Later, ploughing or cultivating the surface lightly not only destroys the weeds, but it checks the loss of water by evaporation from the cracks that form in dry weather. Raking the garden once a day in dry weather does more good than watering it. The "dust mulch" acts as a cool sunguard over the roots.

The process of soil-making. If the man chopping wood in the Yosemite Valley looks about him he can see the soil-making forces at work on a grand scale. The bald, steep front of El Capitan is of the hardest granite, but it is slowly crumbling, and its fragments are accumulating at the bottom of the long slope. Rain and snow fill all crevices in the rocks. Frost is a wonderful force in widening these cracks, for water expands when it freezes. The loosened rock masses plough their way down the steep, gathering, as they go, increasing power to tear away any rocks in their path.

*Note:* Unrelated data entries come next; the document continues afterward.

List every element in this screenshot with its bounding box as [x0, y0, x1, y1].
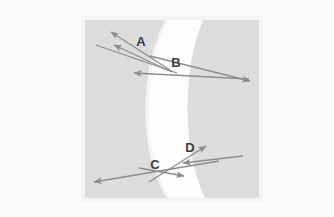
label-d: D: [185, 140, 194, 155]
figure-root: A B C D: [0, 0, 334, 217]
label-a: A: [136, 34, 146, 49]
ray-diagram-svg: A B C D: [0, 0, 334, 217]
label-c: C: [150, 157, 160, 172]
label-b: B: [171, 55, 180, 70]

Wind blows finer rock fragments along, and they lodge in cracks. Fine dust and the seeds of plants are lodged there. The rocky slopes of the Yosemite Valley are all more or less covered with trees and shrubs that have come from wind-sown seeds. These plants thrust their roots deeper each year into the rock crevices. The feeding tips of roots secrete acids that eat away lime and other substances that occur in rocks. Dead leaves and other discarded portions of the trees rot about their roots, and form soil of increasing depth. The largest trees grow on the rocky soil deposited at the base of the slope. The tree's roots prevent the river from carrying it off.

When granite crumbles, its different mineral elements are separated. Clear, glassy particles of quartz we call sand. Dark particles of feldspar become clay, and may harden into slate. Sand may become sandstone. Exposed slate and sandstone are crumbled by exposure to wind and frost and moving water, and are deposited again as sand-bars and beds of clay.

The most interesting phase of soil study is the discovery of what a work the humble earthworm does in mellowing and enriching the soil.


THE WORK OF EARTHWORMS

The farmer and the gardener should expect very poor crops if they planted seed without first ploughing or spading the soil. Next, its fine particles must be separated by the breaking of the hard clods. A wise man ploughs heavy soil in the fall. It is caked into great clods which crumble before planting time. The water in the clods freezes in winter. The expansion due to freezing makes this soil water a force that separates the fine particles. So the frost works for the farmer.

Just under the surface of the soil lives a host of workers which are our patient friends. They work for their living, and are perhaps unconscious of the fact that they are constantly increasing the fertility of the soil. They are the earthworms, also called fishworms, which are distributed all over the world. They are not generally known to farmers and gardeners as friendly, useful creatures, and their services are rarely noticed. We see robins pulling them out of the ground, and we are likely to think the birds are ridding us of a garden pest. What we need is to use our eyes, and to read the wonderful discoveries recorded in a book called "Vegetable Mould and Earthworms," written by Charles Darwin.

The benefits of ploughing and spading are the loosening and pulverizing of the packed earth; the mixing of dead leaves and other vegetation on and near the surface with the more solid earth farther down; the letting in of water and air; and the checking of loss of water through cracks the sun forms by baking the soil dry.